Sharing at an admissions consulting seminar, Ng.H.D., a female student who just passed the 2024 high school graduation exam, said that she registered for more than 30 professions because she did not know what she liked or wanted.

Students attend the 2024 admissions consulting program (Illustration photo: Hoai Nam).
D. confided that he had good academic performance and was a good student throughout his high school years. However, for the past 12 years, since starting school, D. only knew how to study and study, studying to get high scores in exams, but he had no idea what he liked, what his strengths, abilities or passions were in any field.
"I only know how to study. I get high scores in every subject and good scores in every exam, but I really don't know what my strengths or interests are. So when I applied to university, I chose all the majors I was familiar with," D. said.
When talking about her greatest passion, D. was somewhat confused and hesitant. After a while, the female student confidently confided: "I don't like anything, I just love money. What career should someone who loves money intensely choose?"
"If you love money, what job would you do?" D.'s straightforward question may shock many people, but in fact, it is the concern of many candidates before choosing a major or career.
In many university admission programs today, there is no shortage of questions about pursuing a career to have a high income, wondering whether it is necessary to study a lot, whether it is necessary to pursue a passion or just need to earn a lot of money... from candidates.
Those questions also partly reflect the reality that many 18-year-olds right at the threshold of entering adulthood do not know their own strengths, interests, and passions.
This is also reflected in the fact that many candidates choose a random career, choose a "hot" career, or simply choose based on what their parents or friends say... rather than based on understanding their own abilities and tendencies.
"If you love money, what career should you choose?", the seemingly shocking question of the female student, but according to Mr. Tran Anh Tuan - Vice President of the Ho Chi Minh City Vocational Education Association - is actually an old question that has existed for a long time.
Mr. Tuan said that the future of each person depends on the career we choose. However, the important thing is not whether the career makes a lot of money or creates a reputation or not, but whether the career is suitable for you or not.
Only with the perspective of "professionalism" in career choice, any profession and excellence in that profession will be the deciding factor on the path to success.
Mr. Tran Anh Tuan emphasized that when entering the labor market, success is determined by knowledge, qualifications, skills (knowing how to apply technology, understanding a foreign language) and always adhering to professional ethics, awareness, discipline, etc.

Mr. Tran Anh Tuan (Photo: Hoai Nam).
Therefore, choosing a career is choosing a future for yourself, or it can be said that it is choosing the most important things for a future journey.
This career expert stated that in modern life, it is very normal for students to have dreams, ambitions, and goals to strive for a good job, high income, and worthy position... and should be encouraged.
But more importantly, each person must know how to turn dreams into reality through practical actions and specific work.
To do this, it is necessary to have a learning process and achieve good career results to create a solid foundation, which is the most basic condition to open up the future for each person.
Along with that, during the practice, we must also constantly improve our knowledge, update new information technology, foreign languages, communication skills, thinking, dynamism, discipline... to improve and be more suitable for each time.
From another perspective, according to some education experts, the reality of "not knowing what she likes" of the female student is actually the state of mind of many of our students today.
Many students like D., since childhood, only knew how to study and study, they are good at everything, their scores are 9 or 10 in every subject, their report cards are neat and shiny, but looking back, they don't know what they want, what they like, what they are good at.

Many students have difficulty choosing a major or career because they do not clearly understand their own abilities and passions (Illustration: Hoai Nam).
Education beyond the race for scores seems to not help children understand and awaken their inner dreams and desires?
When bringing the "Design for Change" movement - the world's largest children's movement to Vietnam - educator Nguyen Thuy Uyen Phuong once shared that when asked what children were concerned about, worried about, and desired about world issues, children from many countries answered very naturally, very knowledgeable, and very interested in social issues and the community.
But Vietnamese children are not. Most of them express concern about their grades, just want to get 10 points or speak out about having to study too much, they just want time to play with their phones and iPads.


Task statement - Will you output all of the data below exactly, omitting the images?

(Beginning of Input records)

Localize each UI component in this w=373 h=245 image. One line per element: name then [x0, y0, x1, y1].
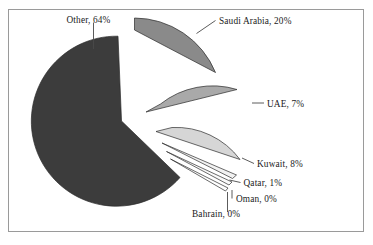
pie-slice-other[interactable] [31, 36, 180, 206]
pie-label-qatar: Qatar, 1% [244, 178, 283, 188]
pie-label-bahrain: Bahrain, 0% [192, 209, 240, 219]
pie-slice-uae[interactable] [146, 86, 237, 112]
pie-label-other: Other, 64% [67, 15, 111, 25]
pie-slice-saudi-arabia[interactable] [135, 18, 216, 73]
leader-line-saudi-arabia [197, 21, 216, 34]
pie-label-oman: Oman, 0% [236, 194, 277, 204]
pie-slice-bahrain[interactable] [171, 159, 229, 191]
pie-slice-kuwait[interactable] [156, 127, 240, 159]
pie-chart-canvas: Other, 64% Saudi Arabia, 20% UAE, 7% Kuw… [0, 0, 373, 245]
pie-label-kuwait: Kuwait, 8% [257, 159, 303, 169]
pie-chart-figure: Other, 64% Saudi Arabia, 20% UAE, 7% Kuw… [0, 0, 373, 245]
pie-label-uae: UAE, 7% [267, 99, 304, 109]
leader-line-kuwait [242, 158, 254, 164]
pie-label-saudi-arabia: Saudi Arabia, 20% [219, 16, 292, 26]
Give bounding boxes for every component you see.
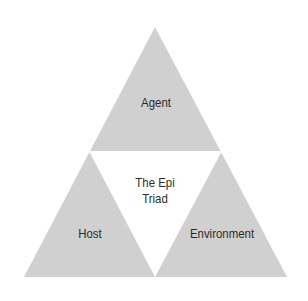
segment-label-host: Host: [78, 226, 102, 242]
center-title-line1: The Epi: [129, 175, 182, 191]
epi-triad-diagram: Agent Host Environment The Epi Triad: [0, 0, 308, 301]
segment-label-environment: Environment: [190, 226, 254, 242]
triad-shapes: [0, 0, 308, 301]
center-title-line2: Triad: [129, 191, 182, 207]
center-title: The Epi Triad: [129, 175, 182, 207]
segment-label-agent: Agent: [141, 95, 171, 111]
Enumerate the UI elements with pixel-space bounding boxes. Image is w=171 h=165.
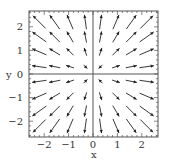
- y-tick-label: −1: [8, 92, 23, 103]
- vector-arrow: [100, 15, 103, 29]
- vector-arrow: [139, 80, 153, 83]
- vector-arrow: [83, 15, 86, 29]
- vector-arrow: [83, 31, 86, 42]
- arrow-head: [133, 65, 136, 68]
- vector-arrow: [140, 106, 154, 116]
- vector-arrow: [50, 106, 60, 116]
- vector-arrow: [99, 92, 102, 100]
- vector-arrow: [112, 65, 120, 68]
- vector-arrow: [126, 93, 137, 99]
- vector-arrow: [140, 32, 154, 42]
- vector-arrow: [112, 93, 119, 100]
- vector-arrow: [112, 48, 119, 55]
- vector-arrow: [33, 16, 46, 29]
- arrow-head: [99, 97, 102, 101]
- vector-arrow: [84, 65, 88, 69]
- vector-arrow: [67, 48, 74, 55]
- arrow-head: [99, 48, 102, 52]
- vector-arrow: [32, 32, 46, 42]
- vector-arrow: [84, 92, 87, 100]
- vector-arrow: [99, 105, 102, 116]
- vector-arrow: [66, 80, 74, 83]
- arrow-head: [133, 80, 136, 83]
- arrow-head: [116, 80, 120, 83]
- vector-arrow: [140, 16, 153, 29]
- arrow-head: [66, 80, 70, 83]
- y-tick-label: −2: [8, 116, 23, 127]
- arrow-head: [84, 97, 87, 101]
- vector-arrow: [99, 65, 103, 69]
- vector-arrow: [67, 32, 73, 43]
- vector-arrow: [83, 119, 86, 133]
- vector-field-plot: −2−1012−2−1012 x y: [0, 0, 171, 165]
- vector-arrow: [126, 80, 137, 83]
- vector-arrow: [126, 106, 136, 116]
- vector-arrow: [99, 79, 103, 83]
- vector-arrow: [140, 120, 153, 133]
- vector-arrow: [113, 119, 119, 133]
- arrow-head: [83, 113, 86, 116]
- vector-arrow: [113, 32, 119, 43]
- vector-arrow: [113, 15, 119, 29]
- x-tick-label: −1: [61, 139, 76, 150]
- y-axis-label: y: [5, 69, 12, 80]
- zero-axes: [29, 11, 158, 137]
- vector-arrow: [140, 49, 154, 55]
- y-tick-label: 0: [17, 69, 23, 80]
- vector-arrow: [84, 48, 87, 56]
- arrow-head: [84, 48, 87, 52]
- y-tick-label: 2: [17, 21, 23, 32]
- arrow-head: [49, 65, 52, 68]
- vector-arrow: [50, 119, 60, 133]
- vector-arrow: [32, 65, 46, 68]
- vector-arrow: [140, 93, 154, 99]
- vector-arrow: [67, 15, 73, 29]
- vector-arrow: [67, 93, 74, 100]
- vector-arrow: [49, 49, 60, 55]
- vector-arrow: [126, 32, 136, 42]
- arrow-head: [66, 65, 70, 68]
- arrow-head: [116, 65, 120, 68]
- vector-arrow: [139, 65, 153, 68]
- arrow-head: [99, 113, 102, 116]
- vector-arrow: [100, 119, 103, 133]
- vector-arrow: [84, 79, 88, 83]
- vector-arrow: [126, 65, 137, 68]
- vector-arrow: [113, 106, 119, 117]
- vector-arrow: [32, 93, 46, 99]
- vector-arrow: [83, 105, 86, 116]
- vector-arrow: [49, 93, 60, 99]
- vector-arrow: [126, 15, 136, 29]
- vector-arrow: [50, 15, 60, 29]
- vector-arrow: [112, 80, 120, 83]
- arrow-head: [49, 80, 52, 83]
- vector-arrow: [126, 119, 136, 133]
- x-axis-label: x: [91, 149, 97, 160]
- y-tick-label: 1: [17, 45, 23, 56]
- vector-arrow: [49, 65, 60, 68]
- vector-arrow: [32, 106, 46, 116]
- vector-arrow: [66, 65, 74, 68]
- vector-arrow: [33, 120, 46, 133]
- vector-arrow: [99, 48, 102, 56]
- vector-arrow: [32, 80, 46, 83]
- x-tick-label: 1: [114, 139, 120, 150]
- vector-arrow: [67, 119, 73, 133]
- vector-arrow: [50, 32, 60, 42]
- arrow-head: [99, 31, 102, 34]
- vector-arrow: [67, 106, 73, 117]
- x-tick-label: −2: [37, 139, 52, 150]
- vector-arrow: [32, 49, 46, 55]
- x-tick-label: 2: [139, 139, 145, 150]
- vector-arrow: [99, 31, 102, 42]
- vector-arrow: [126, 49, 137, 55]
- arrow-head: [83, 31, 86, 34]
- vector-arrow: [49, 80, 60, 83]
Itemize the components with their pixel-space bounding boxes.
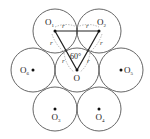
svg-text:r: r — [86, 22, 89, 30]
circle-packing-diagram: r r r r r r 60° O O 1 O 2 O 3 O 4 O 5 O … — [0, 0, 150, 139]
angle-label: 60° — [70, 52, 81, 61]
svg-text:r: r — [100, 39, 103, 47]
svg-text:4: 4 — [102, 118, 105, 123]
label-o: O — [74, 73, 81, 83]
svg-text:r: r — [87, 57, 90, 65]
svg-text:r: r — [50, 39, 53, 47]
svg-text:r: r — [62, 57, 65, 65]
center-dots — [32, 30, 123, 111]
svg-text:6: 6 — [27, 71, 30, 76]
svg-text:5: 5 — [131, 71, 134, 76]
svg-text:2: 2 — [104, 23, 107, 28]
svg-text:r: r — [62, 22, 65, 30]
svg-text:1: 1 — [52, 23, 55, 28]
svg-text:3: 3 — [58, 118, 61, 123]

(End of Input records)

Problem solution -
Localize each UI component in this w=373 h=245 image. One line per element: name then [x0, y0, x1, y1].
pie-slice-other[interactable] [31, 36, 180, 206]
pie-label-qatar: Qatar, 1% [244, 178, 283, 188]
pie-label-bahrain: Bahrain, 0% [192, 209, 240, 219]
pie-slice-uae[interactable] [146, 86, 237, 112]
pie-label-other: Other, 64% [67, 15, 111, 25]
pie-slice-saudi-arabia[interactable] [135, 18, 216, 73]
leader-line-saudi-arabia [197, 21, 216, 34]
pie-label-oman: Oman, 0% [236, 194, 277, 204]
pie-slice-bahrain[interactable] [171, 159, 229, 191]
pie-slice-kuwait[interactable] [156, 127, 240, 159]
pie-chart-canvas: Other, 64% Saudi Arabia, 20% UAE, 7% Kuw… [0, 0, 373, 245]
pie-label-kuwait: Kuwait, 8% [257, 159, 303, 169]
pie-chart-figure: Other, 64% Saudi Arabia, 20% UAE, 7% Kuw… [0, 0, 373, 245]
pie-label-uae: UAE, 7% [267, 99, 304, 109]
leader-line-kuwait [242, 158, 254, 164]
pie-label-saudi-arabia: Saudi Arabia, 20% [219, 16, 292, 26]
Give bounding boxes for every component you see.
segment-label-host: Host: [78, 226, 102, 242]
center-title-line1: The Epi: [129, 175, 182, 191]
epi-triad-diagram: Agent Host Environment The Epi Triad: [0, 0, 308, 301]
segment-label-environment: Environment: [190, 226, 254, 242]
triad-shapes: [0, 0, 308, 301]
center-title-line2: Triad: [129, 191, 182, 207]
center-title: The Epi Triad: [129, 175, 182, 207]
segment-label-agent: Agent: [141, 95, 171, 111]
Enumerate the UI elements with pixel-space bounding boxes. Image is w=171 h=165.
- y-tick-label: −1: [8, 92, 23, 103]
- vector-arrow: [100, 15, 103, 29]
- vector-arrow: [139, 80, 153, 83]
- vector-arrow: [83, 15, 86, 29]
- vector-arrow: [83, 31, 86, 42]
- arrow-head: [133, 65, 136, 68]
- vector-arrow: [140, 106, 154, 116]
- vector-arrow: [50, 106, 60, 116]
- vector-arrow: [99, 92, 102, 100]
- vector-arrow: [112, 65, 120, 68]
- vector-arrow: [126, 93, 137, 99]
- vector-arrow: [140, 32, 154, 42]
- vector-arrow: [112, 93, 119, 100]
- vector-arrow: [112, 48, 119, 55]
- vector-arrow: [33, 16, 46, 29]
- arrow-head: [99, 97, 102, 101]
- vector-arrow: [84, 65, 88, 69]
- vector-arrow: [67, 48, 74, 55]
- arrow-head: [99, 48, 102, 52]
- vector-arrow: [32, 32, 46, 42]
- vector-arrow: [84, 92, 87, 100]
- vector-arrow: [99, 105, 102, 116]
- vector-arrow: [66, 80, 74, 83]
- arrow-head: [133, 80, 136, 83]
- arrow-head: [116, 80, 120, 83]
- vector-arrow: [140, 16, 153, 29]
- arrow-head: [66, 80, 70, 83]
- y-tick-label: −2: [8, 116, 23, 127]
- arrow-head: [84, 97, 87, 101]
- vector-arrow: [99, 65, 103, 69]
- vector-arrow: [67, 32, 73, 43]
- vector-arrow: [83, 119, 86, 133]
- vector-field-plot: −2−1012−2−1012 x y: [0, 0, 171, 165]
- vector-arrow: [126, 80, 137, 83]
- vector-arrow: [126, 106, 136, 116]
- vector-arrow: [99, 79, 103, 83]
- vector-arrow: [140, 120, 153, 133]
- vector-arrow: [113, 119, 119, 133]
- arrow-head: [83, 113, 86, 116]
- vector-arrow: [113, 32, 119, 43]
- vector-arrow: [113, 15, 119, 29]
- x-tick-label: −1: [61, 139, 76, 150]
- y-axis-label: y: [5, 69, 12, 80]
- zero-axes: [29, 11, 158, 137]
- vector-arrow: [140, 49, 154, 55]
- y-tick-label: 0: [17, 69, 23, 80]
- vector-arrow: [84, 48, 87, 56]
- arrow-head: [84, 48, 87, 52]
- y-tick-label: 2: [17, 21, 23, 32]
- arrow-head: [49, 65, 52, 68]
- vector-arrow: [50, 119, 60, 133]
- vector-arrow: [32, 65, 46, 68]
- vector-arrow: [140, 93, 154, 99]
- vector-arrow: [67, 15, 73, 29]
- vector-arrow: [67, 93, 74, 100]
- vector-arrow: [49, 49, 60, 55]
- vector-arrow: [126, 32, 136, 42]
- arrow-head: [66, 65, 70, 68]
- arrow-head: [116, 65, 120, 68]
- vector-arrow: [139, 65, 153, 68]
- arrow-head: [99, 113, 102, 116]
- vector-arrow: [100, 119, 103, 133]
- vector-arrow: [84, 79, 88, 83]
- vector-arrow: [126, 65, 137, 68]
- vector-arrow: [113, 106, 119, 117]
- vector-arrow: [32, 93, 46, 99]
- vector-arrow: [83, 105, 86, 116]
- vector-arrow: [49, 93, 60, 99]
- vector-arrow: [126, 15, 136, 29]
- vector-arrow: [50, 15, 60, 29]
- vector-arrow: [112, 80, 120, 83]
- arrow-head: [49, 80, 52, 83]
- vector-arrow: [126, 119, 136, 133]
- x-axis-label: x: [91, 149, 97, 160]
- y-tick-label: 1: [17, 45, 23, 56]
- vector-arrow: [49, 65, 60, 68]
- vector-arrow: [32, 106, 46, 116]
- vector-arrow: [66, 65, 74, 68]
- vector-arrow: [33, 120, 46, 133]
- vector-arrow: [99, 48, 102, 56]
- vector-arrow: [32, 80, 46, 83]
- x-tick-label: 1: [114, 139, 120, 150]
- vector-arrow: [67, 119, 73, 133]
- vector-arrow: [50, 32, 60, 42]
- arrow-head: [99, 31, 102, 34]
- vector-arrow: [67, 106, 73, 117]
- x-tick-label: −2: [37, 139, 52, 150]
- vector-arrow: [32, 49, 46, 55]
- x-tick-label: 2: [139, 139, 145, 150]
- vector-arrow: [99, 31, 102, 42]
- vector-arrow: [126, 49, 137, 55]
- arrow-head: [83, 31, 86, 34]
- vector-arrow: [49, 80, 60, 83]
Itemize the components with their pixel-space bounding boxes.
svg-text:r: r — [86, 22, 89, 30]
circle-packing-diagram: r r r r r r 60° O O 1 O 2 O 3 O 4 O 5 O … — [0, 0, 150, 139]
angle-label: 60° — [70, 52, 81, 61]
svg-text:r: r — [100, 39, 103, 47]
svg-text:4: 4 — [102, 118, 105, 123]
label-o: O — [74, 73, 81, 83]
svg-text:r: r — [87, 57, 90, 65]
svg-text:r: r — [50, 39, 53, 47]
svg-text:r: r — [62, 57, 65, 65]
center-dots — [32, 30, 123, 111]
svg-text:6: 6 — [27, 71, 30, 76]
svg-text:5: 5 — [131, 71, 134, 76]
svg-text:2: 2 — [104, 23, 107, 28]
svg-text:r: r — [62, 22, 65, 30]
svg-text:1: 1 — [52, 23, 55, 28]
svg-text:3: 3 — [58, 118, 61, 123]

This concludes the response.